Convergencia Research, Consultoría especializada en Latinoamérica y Caribe
Wednesday, June 01, 2022

The concentration of the mobile market and the lessons for the region

Liberty, with MásMóvil, and Millicom, with Tigo, are the winners of the consolidation. The Panamanian government will accept Digicel's departure, but it is not clear what will happen to the 10% of the mobile market that it had, which could be shared between the other two because it would not be of interest to a third party in discord.

In the four years between 2018 and 2021, the Panamanian mobile market has consolidated at a rate that has not been seen in other countries in the region. It went from five operators to three, and soon there will be only two with little chance that there will be room for another. Digicel's parting is the latest episode in this accelerated concentration of the number of players. For a country with a 130% penetration of mobile lines, according to Convergencia Research, the duopoly may seem like the only possible solution if a financially healthy sector is sought with enough support to face 5G investments.

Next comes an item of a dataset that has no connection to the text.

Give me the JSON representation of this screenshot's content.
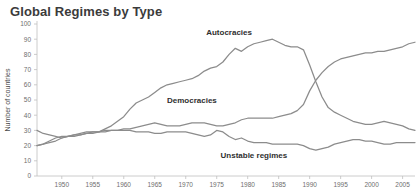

Up to date, the overview of the Panamanian market shows a dominant operator and another that follows in its footsteps, although at a certain distance. The largest is Cable & Wireless (C&W), which with the MásMóvil brand already controls 60% of mobile lines. To reach that point, C&W led the operation that led to Digicel's exit: the purchase, for US$ 200 million, of most of Claro Panama's assets.

One should take into account that 49% of C&W is in the hands of the Panamanian State. Digicel accuses that this operator has regulatory advantages due to this stock situation, such as the approval to buy Claro's 700.000 clients, which derives in a dominant market, something that the law does not allow. Another 49% of C&W is in the hands of Liberty Latin America, which has management control, and the remaining 2% in the hands of minority shareholders.

The other actor that will remain in the Panamanian fight is Millicom, which operates with the Tigo brand and which, according to data from the National Administration of Public Services (Asep, the regulator) and the firm's balance sheets, has 30% of the mobile market. Millicom proved to have a large wallet and a firm hand when defining its entry into this market: it first purchased Cable Onda, in 2018, in which it paid US$ 1.640 billion, a figure that in light of subsequent corporate movements may seem excessive. Then, it bought the Telefónica business for another US$ 573 million, in 2019.

Digicel, the theoretical third party in contention, announced in early April that it will leave the Panamanian market after the purchase approval of Claro by C&W. The news shocked the Panamanian mobile market, but both the Executive Power and the regulator did not doubt what to do: they accepted the step aside and made decisions to intervene their assets.

In the first week of May, Asep appointed Alex Anel Arroyo as Digicel's comptroller. The regulator's general administrator, Armando Fuentes Rodriguez, declared that the decision seeks to guarantee the operator's clients continuity of the service since it faces debts with providers that threaten to disconnect Digicel users from services, the removal of equipment and the limitation of access to sites where their infrastructures are installed.

Anel Arroyo will soon issue a report in which he will recommend to the Ministry of Government to end the concession granted to the company in 2008. After the delivery of the report and in the event that the termination of the concession contract is decided, the government will have 90 days to call a new tender. According to Law 36 of 2018, three mobile phone companies must operate in the Panamanian market.

But in light of the market situation, there are doubts that an operator wants to enter to manage 10% of the cake, smothered by two giants that will dominate the market. Thus, there is already speculation that Digicel's assets could be divided between Liberty and Millicom. The problem for this solution is that both operators are over-indebted from their previous purchases, to the point that the net leverage is 3.46 at Millicom and 4.6 at Liberty. With expectations of increases in interest rates and a greater appreciation of the dollar against local currencies, it does not seem to be in the interest of the two operators to place resources there.

Background. At the beginning of April, Digicel had asked the Judiciary for its voluntary liquidation. Before taking this drastic decision, the company tried to fight back, filing a complaint in October of last year with the Authority for Consumer Protection and Defense of Competition for illegal economic concentration. The document detailed that if the merger was approved, MásMóvil would monopolize 70% of the mobile telephone market.

Digicel Group’s president, Denis O'Brien, said that his presence in Panama would no longer be profitable and assured that the rules that governed when he entered the market had changed. It should be noted that the operator arrived in Panama in 2008 by paying an operating license of US$ 86 million and in the almost 14 years in the country it invested more than US$ 575 million.